3. What the 2024 state snapshot tells us — levels but not trends
USDA Economic Research Service materials included in the sample present a fiscal year 2024 snapshot showing state variation: New Mexico had the highest share of residents on SNAP at 21.2% and Utah the lowest at 4.8% in FY2024, but these figures are not paired with 2020 baselines or year-to-year deltas [4] [5] [6]. That snapshot is useful for understanding which states had elevated participation by 2024 but cannot by itself indicate which states experienced the largest declines since 2020 without earlier-year comparators.
4. Plausible mechanisms that could produce large state drops — what to expect when you compare years
Based on the supplied analyses, the most plausible reasons certain states would show larger decreases are differing exposure to emergency allotments, state-level economic recovery speed, policy choices around outreach and access, and demographic shifts. The spending-focused pieces note that when emergency allotments ended and maximum benefit amounts were adjusted downward, participation and spending fell nationally; states that relied relatively more on pandemic-era increases or that had faster employment recoveries should logically show larger declines, but the present materials do not test or quantify that expectation [2] [3].

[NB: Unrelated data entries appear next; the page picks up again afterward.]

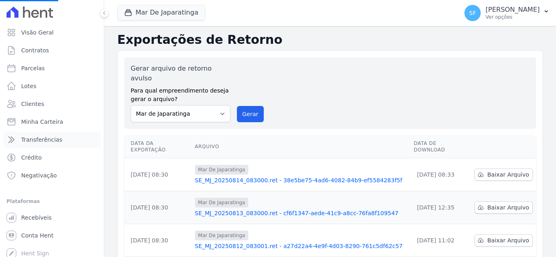 This screenshot has height=257, width=556. What do you see at coordinates (301, 181) in the screenshot?
I see `a: SE_MJ_20250814_083000.ret - 38e5be75-4ad6-4082-84b9-ef5584283f5f` at bounding box center [301, 181].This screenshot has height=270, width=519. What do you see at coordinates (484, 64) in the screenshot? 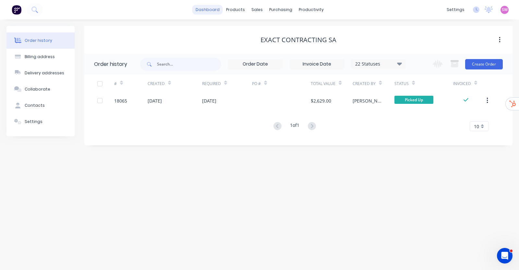
I see `button: Create Order` at bounding box center [484, 64].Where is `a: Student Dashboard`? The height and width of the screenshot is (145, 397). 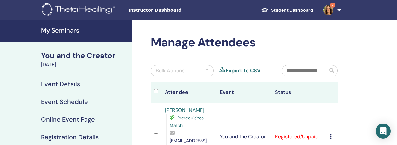
a: Student Dashboard is located at coordinates (287, 10).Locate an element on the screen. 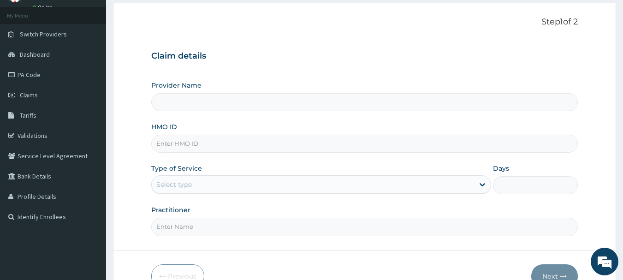 Image resolution: width=623 pixels, height=280 pixels. input: Enter Name is located at coordinates (365, 226).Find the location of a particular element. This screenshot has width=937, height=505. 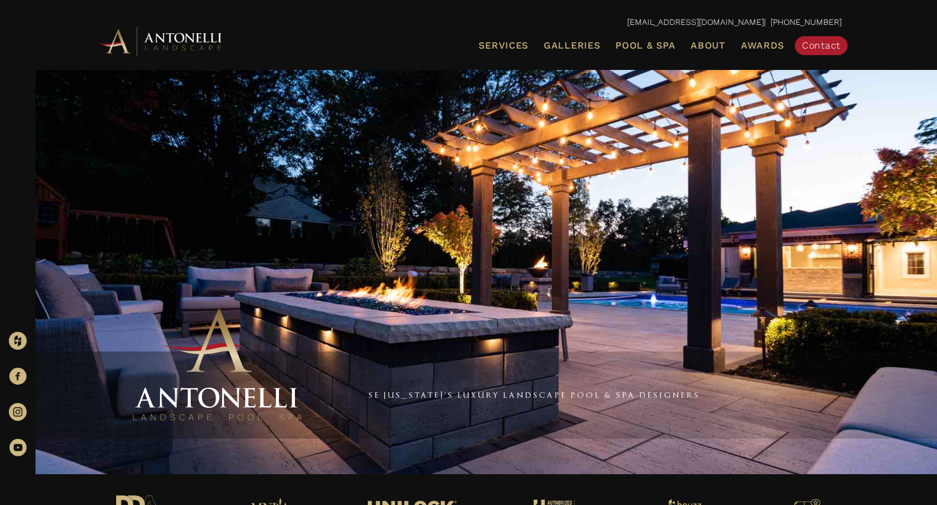

span: Contact is located at coordinates (821, 45).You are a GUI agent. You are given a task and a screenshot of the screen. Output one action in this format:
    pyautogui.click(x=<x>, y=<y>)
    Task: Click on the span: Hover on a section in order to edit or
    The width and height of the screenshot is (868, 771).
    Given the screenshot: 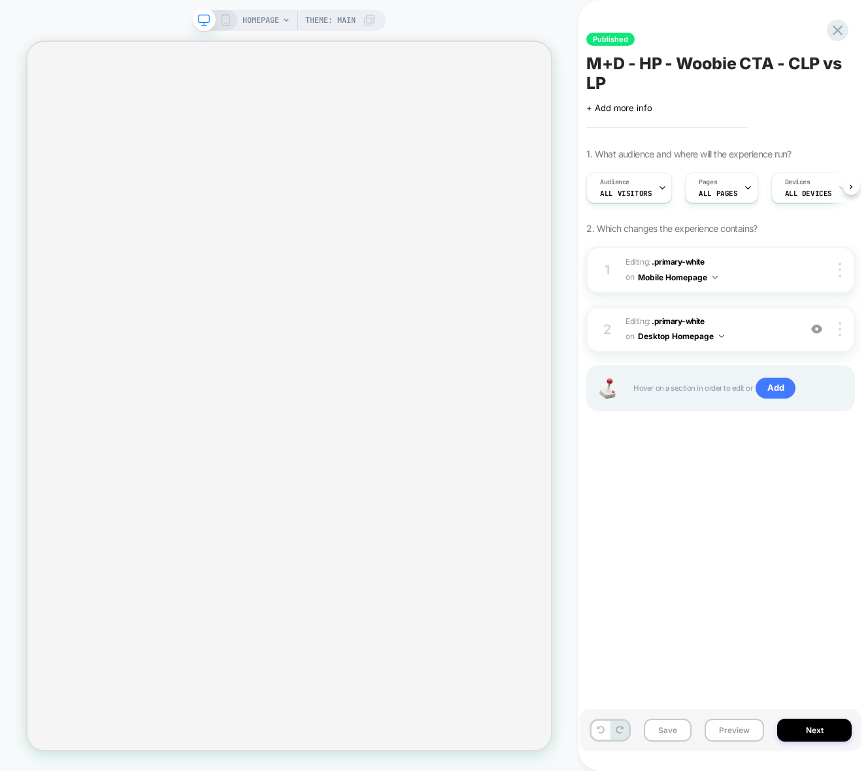 What is the action you would take?
    pyautogui.click(x=737, y=388)
    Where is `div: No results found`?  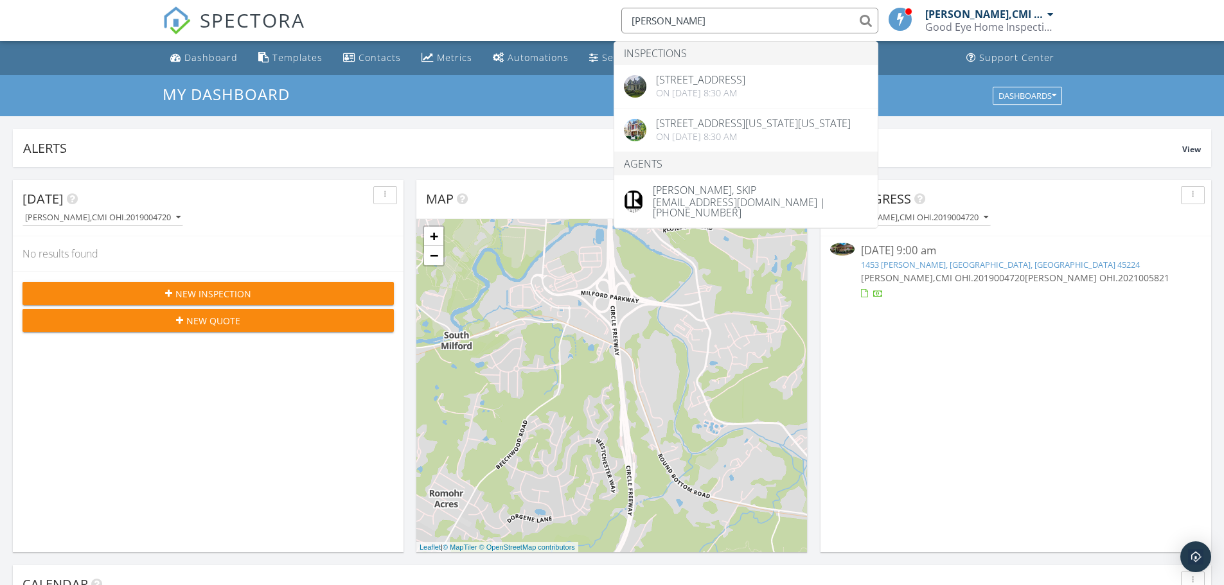
div: No results found is located at coordinates (208, 254).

5. Why state rankings require different data — what’s missing from the packet
To rank states by their change in SNAP use from 2020 to 2024, one needs consistent annual state-level participation counts or participation rates for each year (or quarterly data) plus definitions that match across years (e.g., resident share vs. caseload counts). The supplied items lack those longitudinal series; they either provide single-year FY2024 state shares or national-year aggregates. Without those multi-year state series, any attempt to name “largest decreases” would be speculative and not supported by the provided documents [4] [5] [6] [1].
6. How different narratives could emerge from the same high-level facts — reading motives and agendas
The supplied analyses emphasize policy-driven fluctuations (emergency allotments) and FY2024 state snapshots; each framing can serve different agendas. Focusing on aggregate decline can be used to argue SNAP spending normalization post-pandemic, while highlighting high FY2024 state shares could be used to argue ongoing need in particular states. The documents themselves remain descriptive, but readers should note that selecting either high-level spending narratives or single-year state snapshots implicitly supports different policy arguments despite relying on overlapping facts [1] [2] [4].
7. Practical next steps to produce the requested state ranking accurately
To answer the user’s original question definitively, follow-up actions are necessary: obtain state-level SNAP participation counts or participation rates for 2020 and 2024 from USDA Food and Nutrition Service (FNS) or ERS time series tables, then compute percentage-point or percent declines and rank states. The supplied packet points researchers to the right themes—policy-driven aggregate change and FY2024 state variation—but does not contain the longitudinal state data required to identify which states saw the largest decreases [3] [4].
8. Bottom line for users seeking a quick answer today
Based on the supplied materials, you cannot determine which states had the largest drop in SNAP usage from 2020 to 2024 because the necessary state-by-state year-over-year data are absent. The documents explain why the national decline occurred and show FY2024 state participation levels, which provides context, but resolving the ranking requires additional state-level time series not included among these sources [1] [2] [3] [4] [5] [6].